Canadian author James Grossi writes for The Blizzard and at his blog, Partially Obstructed View.
As MLS grows towards its twentieth club in the coming years there is a risk of losing the balanced schedule. Comments by Commissioner Don Garber intimated that perhaps such a pure form would have to be set aside in order to accommodate the expanded league.

The Schedule: The perennial balancing act in MLS
The balanced schedule is perhaps the core principle of a competitive sport.
A quick look at other North American sports and the disparity that plagues divisions is at times laughable – currently in MLB three of the top four sides contesting the American League Wild Card race are from the AL East, the only division with more than two sides current playing winning baseball (they have four). This sort of inequality can virtually kill a market; in Toronto, Blue Jays fans are well aware at the start of every season that progression is essentially impossible, thus rendering the season pointless, decreasing ticket sales, ensuring the endless downward spiral of the organization.
Any club placed in a division with say New York or Los Angeles would automatically have a decreased chance of a successful season. The balanced schedule reinforces the parity of the league by spreading out the powerbases, not allowing strong teams to pick on the weaker one repeatedly to maximize their points haul.
Whether parity is to be encouraged or avoided is another debate, but even in the most uneven leagues – Spain, Scotland (at least until the split) and England – they have maintained the balanced schedule as the right way to run a league. Of course one could argue that the single-table most-points-wins form of championship is different from the playoff route, but to ruin one in the name of the other would be silly.
The playoff structure is flawed. In a perfect league, there would be no East-West crossover whatsoever, regardless of power-balance, perhaps there would be no conferences at all with the best eight or ten moving on to the postseason, perhaps no postseason at all would be best.

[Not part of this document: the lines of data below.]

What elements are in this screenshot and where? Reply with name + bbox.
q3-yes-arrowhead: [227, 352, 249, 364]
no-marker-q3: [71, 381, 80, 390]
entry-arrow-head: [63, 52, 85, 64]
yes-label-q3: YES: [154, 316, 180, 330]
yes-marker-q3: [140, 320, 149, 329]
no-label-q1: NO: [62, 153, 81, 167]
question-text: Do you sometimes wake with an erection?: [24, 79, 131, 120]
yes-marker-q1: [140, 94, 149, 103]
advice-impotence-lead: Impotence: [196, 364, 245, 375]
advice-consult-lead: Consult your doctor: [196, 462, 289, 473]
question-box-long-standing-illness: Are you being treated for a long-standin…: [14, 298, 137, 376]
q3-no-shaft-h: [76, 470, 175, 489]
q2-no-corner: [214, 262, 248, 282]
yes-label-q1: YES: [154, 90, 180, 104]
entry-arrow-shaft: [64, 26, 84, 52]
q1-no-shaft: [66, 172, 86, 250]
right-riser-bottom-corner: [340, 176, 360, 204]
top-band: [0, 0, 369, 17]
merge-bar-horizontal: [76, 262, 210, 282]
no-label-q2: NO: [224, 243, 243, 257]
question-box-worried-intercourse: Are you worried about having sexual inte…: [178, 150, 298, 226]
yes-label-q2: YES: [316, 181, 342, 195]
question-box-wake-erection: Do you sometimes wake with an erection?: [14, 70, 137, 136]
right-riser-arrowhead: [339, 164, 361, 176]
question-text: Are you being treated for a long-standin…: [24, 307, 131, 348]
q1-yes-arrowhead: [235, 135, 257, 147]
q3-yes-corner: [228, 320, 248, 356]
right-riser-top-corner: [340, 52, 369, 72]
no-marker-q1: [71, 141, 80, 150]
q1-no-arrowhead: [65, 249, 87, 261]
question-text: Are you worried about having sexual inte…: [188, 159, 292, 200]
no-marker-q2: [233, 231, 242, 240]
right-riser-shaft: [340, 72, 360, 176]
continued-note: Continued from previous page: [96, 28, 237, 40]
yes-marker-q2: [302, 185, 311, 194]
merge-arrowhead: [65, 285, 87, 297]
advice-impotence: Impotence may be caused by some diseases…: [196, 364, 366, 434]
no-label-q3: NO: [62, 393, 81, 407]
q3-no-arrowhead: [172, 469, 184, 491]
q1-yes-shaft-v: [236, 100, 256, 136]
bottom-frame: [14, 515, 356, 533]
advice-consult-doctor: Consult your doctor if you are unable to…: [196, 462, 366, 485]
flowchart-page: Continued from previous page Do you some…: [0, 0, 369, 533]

But to recreate the league to emphasize the playoffs by distorting the positioning in that league which creates the playoff standings is backward logic.
The suggestion of regional divisions is a valid hypothesis as well, but the abandonment of the balanced schedule in the near future, due largely to travel requirements is premature.

That's a lot of frequent flying (table courtesy GoSounders.com)
The central problem to an expanded fixture list in the massive amount of travel that occurs in North American leagues; crossing time zones simply does not occur in league play for most European nations. The long journeys have proven challenging obstacles, as very few teams have managed positive results when crisscrossing the continent. (Table at left provided by GoSounders.com)
There are a number of systemic inefficiencies that plague the schedule, which with some long hours of calculation and consideration could easily be corrected. The prime obstacle to schedule-makers in the past has been that most teams were tenants at another’s home, thus requiring accommodation of a host of other dates.
Perhaps the change in this limitation has been overlooked in the efforts to design the schedule as almost every side now has or will soon have control of their own venues.
What if a rule was put in place to engineer the schedule such that any cross-conference trip could only occur on a weekend following a clear midweek schedule after a home match? Meaning that a club would play a match at home, have a full week off to travel, train, rest before an excursion across the continent. Too often there have been distant road trips just to return directly home for a match two or three days later.